Three months after Occupy Wall Street started to take hold, in part after a planning meeting in Tompkins Square Park, the N.Y.P.D. began clearing Zuccotti Park of protesters and their property around 1 a.m. this morning. The Times reports that 70 protesters, some of whom had chained themselves together, were arrested for defying orders to leave the park. Gothamist had updates throughout the night, and linked to an Observer report that Councilman Ydanis Rodriguez was arrested (according to the press secretary of Councilman Jumaane Williams, he was bleeding when he was taken away). The Post reported that at least one police officer was injured: “He was seen being taken out of Zuccotti Park on a stretcher, his eyes closed and with several lacerations on his face.”
Mayor Bloomberg explained in a statement that he and the park’s owner, Brookfield Properties, felt the encampment was “coming to pose a health and fire safety hazard to the protestors and to the surrounding community.” His complete statement is reprinted on City Room, which also posted a photo of Zuccotti Park at 7:22 a.m., completely cleared of protesters.
Late last night, news trucks were still parked outside of the First Avenue apartment where an attempted rape occurred Sunday morning. The victim, a 27-year-old fashion firm employee, tells The Post what she did after her attacker put his hands on her in the stairwell of her building: “As soon as I felt that, I spun around kicking and screaming. I had lots of adrenaline, so I was pretty aggressive.”
According to the Lo-Down, officers of the Lower East Side’s Seventh Precinct recently followed a man carrying a nine-milimeter gun into the East Village, where he was arrested on East Fourth Street.
City Room reports that Assembly Speaker Sheldon Silver was sporting “bruises on his face and a set of stitches under one of his eyebrows” after hitting a pothole and being tossed from his bike last week.
“The Bowery is losing its soul one building at a time,” writes Bowery Boogie, noting that 140 Bowery, the two-story brick building that houses Lighting Library and Classic Lighting, has lost two distinctive dormers from its roof. Elsewhere on the avenue, EV Grieve notices that 7-Eleven is hiring.
Ephemeral New York pays homage to Stanley’s, a bygone bar on the corner of 12th Street and Avenue B that in 1965 was described in a guide book as “the granddaddy of the East Village ‘in’ bars.”
In a video, NY1 highlights the sisig, “a traditional Filipino dish that uses unusual pig parts,” at Maharlika on First Avenue. “When the dish arrives at your table, it’s sizzling, popping, and cracking,” says Liza de Guia.
An ex-East Villager tells Curbed why he moved from a former S.R.O. on First Street to an apartment three blocks from Central Park: “The tipping point came when I yelled at a junkie shooting up on my stoop. He freaked and I ran. I looked back; he stood in the middle of the street, too high to chase me.”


▶ **What you will do**
Write out the entries below exactly as they stand. Skip every image.

========

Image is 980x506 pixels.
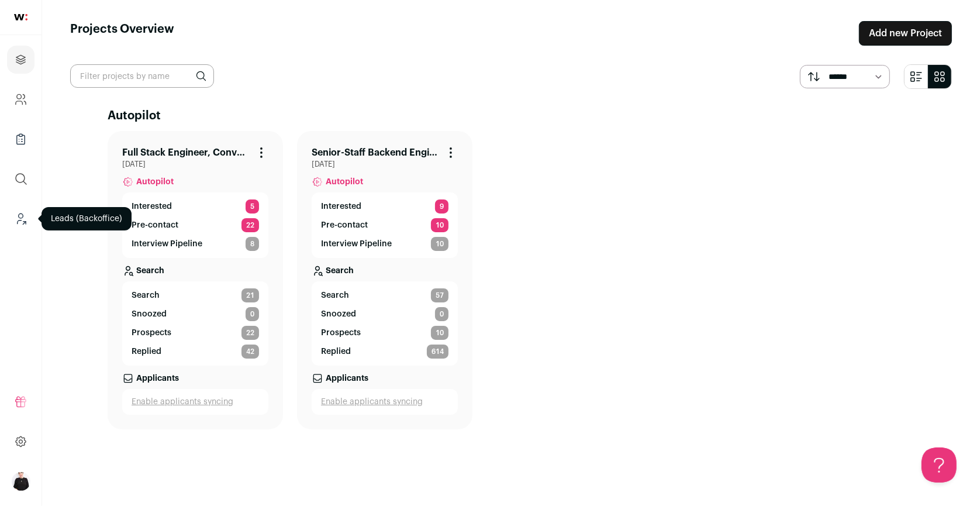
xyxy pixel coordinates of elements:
[435,199,448,214] span: 9
[7,86,35,114] a: Company and ATS Settings
[431,237,448,251] span: 10
[11,472,30,491] button: Open dropdown
[859,21,952,45] a: Add new Project
[325,373,369,385] p: Applicants
[107,108,914,124] h2: Autopilot
[241,289,259,302] span: 21
[325,265,353,276] p: Search
[132,218,259,233] a: Pre-contact 22
[321,289,349,301] span: Search
[312,366,458,389] a: Applicants
[70,21,174,45] h1: Projects Overview
[321,289,448,302] a: Search 57
[132,396,259,408] a: Enable applicants syncing
[132,201,172,212] p: Interested
[245,308,259,321] span: 0
[132,308,259,321] a: Snoozed 0
[136,265,164,276] p: Search
[431,289,448,302] span: 57
[42,207,132,230] div: Leads (Backoffice)
[132,327,171,339] p: Prospects
[312,160,458,169] span: [DATE]
[122,258,269,282] a: Search
[312,169,458,192] a: Autopilot
[321,201,361,212] p: Interested
[132,308,166,320] p: Snoozed
[921,448,957,483] iframe: Toggle Customer Support
[132,346,161,358] p: Replied
[7,125,35,153] a: Company Lists
[321,308,448,321] a: Snoozed 0
[122,160,269,169] span: [DATE]
[132,289,259,302] a: Search 21
[132,237,259,251] a: Interview Pipeline 8
[435,308,448,321] span: 0
[431,218,448,233] span: 10
[321,346,350,358] p: Replied
[321,199,448,214] a: Interested 9
[254,145,269,160] button: Project Actions
[132,238,202,250] p: Interview Pipeline
[321,396,448,408] a: Enable applicants syncing
[122,366,269,389] a: Applicants
[11,472,30,491] img: 9240684-medium_jpg
[132,289,160,301] span: Search
[443,145,458,160] button: Project Actions
[132,345,259,359] a: Replied 42
[241,218,259,233] span: 22
[122,145,250,160] a: Full Stack Engineer, Conversational Interfaces
[312,145,439,160] a: Senior-Staff Backend Engineer
[132,199,259,214] a: Interested 5
[136,373,179,385] p: Applicants
[321,308,356,320] p: Snoozed
[7,205,35,233] a: Leads (Backoffice)
[132,326,259,340] a: Prospects 22
[321,345,448,359] a: Replied 614
[70,64,214,88] input: Filter projects by name
[245,237,259,251] span: 8
[14,14,27,20] img: wellfound-shorthand-0d5821cbd27db2630d0214b213865d53afaa358527fdda9d0ea32b1df1b89c2c.svg
[321,218,448,233] a: Pre-contact 10
[136,176,173,188] span: Autopilot
[431,326,448,340] span: 10
[241,345,259,359] span: 42
[321,237,448,251] a: Interview Pipeline 10
[312,258,458,282] a: Search
[245,199,259,214] span: 5
[132,220,179,231] p: Pre-contact
[7,45,35,73] a: Projects
[321,238,392,250] p: Interview Pipeline
[122,169,269,192] a: Autopilot
[325,176,363,188] span: Autopilot
[321,327,361,339] p: Prospects
[321,326,448,340] a: Prospects 10
[321,220,368,231] p: Pre-contact
[427,345,448,359] span: 614
[241,326,259,340] span: 22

========

▶ **Solution**
Image is 980x506 pixels.
xyxy pixel coordinates of elements:
[435,199,448,214] span: 9
[7,86,35,114] a: Company and ATS Settings
[431,237,448,251] span: 10
[11,472,30,491] button: Open dropdown
[859,21,952,45] a: Add new Project
[325,373,369,385] p: Applicants
[107,108,914,124] h2: Autopilot
[241,289,259,302] span: 21
[325,265,353,276] p: Search
[132,218,259,233] a: Pre-contact 22
[321,289,349,301] span: Search
[312,366,458,389] a: Applicants
[70,21,174,45] h1: Projects Overview
[321,289,448,302] a: Search 57
[132,396,259,408] a: Enable applicants syncing
[132,201,172,212] p: Interested
[245,308,259,321] span: 0
[132,308,259,321] a: Snoozed 0
[136,265,164,276] p: Search
[431,289,448,302] span: 57
[42,207,132,230] div: Leads (Backoffice)
[132,327,171,339] p: Prospects
[312,160,458,169] span: [DATE]
[122,258,269,282] a: Search
[312,169,458,192] a: Autopilot
[321,201,361,212] p: Interested
[132,308,166,320] p: Snoozed
[921,448,957,483] iframe: Toggle Customer Support
[132,346,161,358] p: Replied
[7,125,35,153] a: Company Lists
[321,308,448,321] a: Snoozed 0
[122,160,269,169] span: [DATE]
[132,289,259,302] a: Search 21
[132,237,259,251] a: Interview Pipeline 8
[435,308,448,321] span: 0
[431,218,448,233] span: 10
[321,346,350,358] p: Replied
[321,199,448,214] a: Interested 9
[254,145,269,160] button: Project Actions
[132,238,202,250] p: Interview Pipeline
[321,396,448,408] a: Enable applicants syncing
[122,366,269,389] a: Applicants
[11,472,30,491] img: 9240684-medium_jpg
[132,289,160,301] span: Search
[443,145,458,160] button: Project Actions
[132,345,259,359] a: Replied 42
[241,218,259,233] span: 22
[122,145,250,160] a: Full Stack Engineer, Conversational Interfaces
[312,145,439,160] a: Senior-Staff Backend Engineer
[132,199,259,214] a: Interested 5
[136,373,179,385] p: Applicants
[321,308,356,320] p: Snoozed
[7,205,35,233] a: Leads (Backoffice)
[132,326,259,340] a: Prospects 22
[321,345,448,359] a: Replied 614
[70,64,214,88] input: Filter projects by name
[245,237,259,251] span: 8
[14,14,27,20] img: wellfound-shorthand-0d5821cbd27db2630d0214b213865d53afaa358527fdda9d0ea32b1df1b89c2c.svg
[321,218,448,233] a: Pre-contact 10
[136,176,173,188] span: Autopilot
[431,326,448,340] span: 10
[241,345,259,359] span: 42
[321,237,448,251] a: Interview Pipeline 10
[312,258,458,282] a: Search
[245,199,259,214] span: 5
[132,220,179,231] p: Pre-contact
[7,45,35,73] a: Projects
[321,238,392,250] p: Interview Pipeline
[122,169,269,192] a: Autopilot
[325,176,363,188] span: Autopilot
[321,327,361,339] p: Prospects
[321,326,448,340] a: Prospects 10
[321,220,368,231] p: Pre-contact
[427,345,448,359] span: 614
[241,326,259,340] span: 22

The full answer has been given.